Blackbeard the Pirate

by Dominque Barnes

 

Blackbeard was thought to have been active as a privateer for the British during the War of the Spanish Succession (1701-13), Edward Teach or Blackbeard was first heard of a pirate late in 1716. The following year he converted a captured French merchantman into a 40-gun warship, "queen Anne's revenge," and soon became notorious for outrages along the Virginia and Carolina coasts and in the Caribbean Sea.

In 1718 he established his base in North Carolina inlet, forcibly collected tolls from shipping in Pamlico sound, and made a prize-sharing agreement with Charles Eden, governor of the North Carolina colony. At the request of Carolina planters, the lieutenant governor of Virginia, Alexander Spotswood, dispatched a British naval force under Lt. Robert Maynard, who, after a hard fight, succeeded in killing Teach.
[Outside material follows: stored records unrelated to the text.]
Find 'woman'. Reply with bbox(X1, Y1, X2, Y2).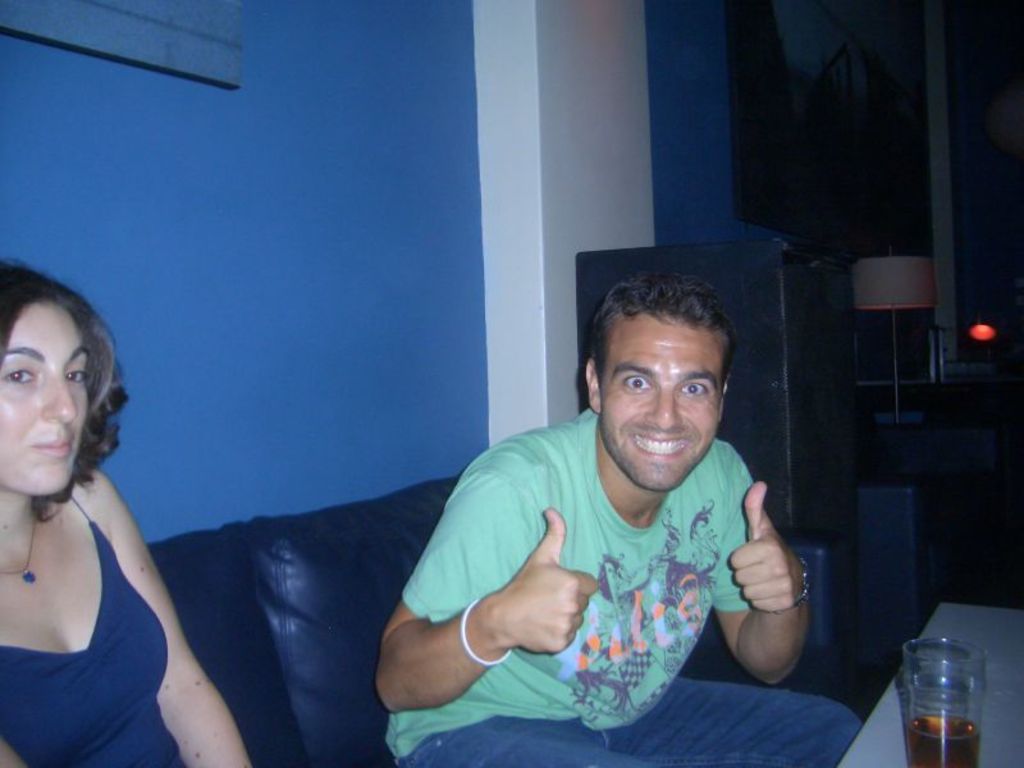
bbox(0, 234, 224, 745).
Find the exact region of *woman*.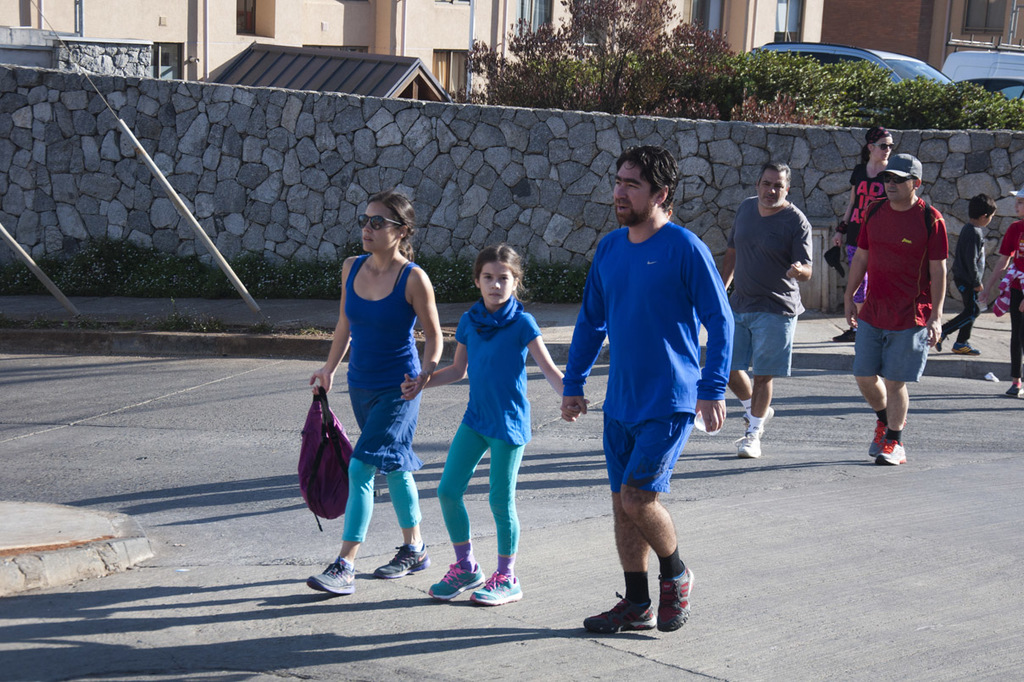
Exact region: <bbox>307, 181, 452, 598</bbox>.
Apart from the luxuriant black beard which earned him his nickname, the most prominent aspect of the Teach legend is his great buried treasure, which has never been found and probably never existed.

It is said that Blackbeard was stabbed at least twenty times and shot as many as five times while fighting with Maynard. As the story goes, the two fought in hand to hand combat for as much as forty minutes before Blackbeard finally collapsed due to loss of blood.

It is also claimed that at one time he kept eleven of the most prominent citizens of Charleston as hostage for several days until the city finally paid his ransom demand. His demand? It was a demand for medicine and nothing more. It seems pirates tend to die faster from venereal disease than from fighting.

Blackbeard was one of history's most famous pirates, who became an imposing figure in American folklore.

P.S. Our class saw was might be Blackbeard's silver-plated skull at the Mariners' Museum's pirates exhibit. It was said that his skull was plated with silver and turned into a drinking vessel.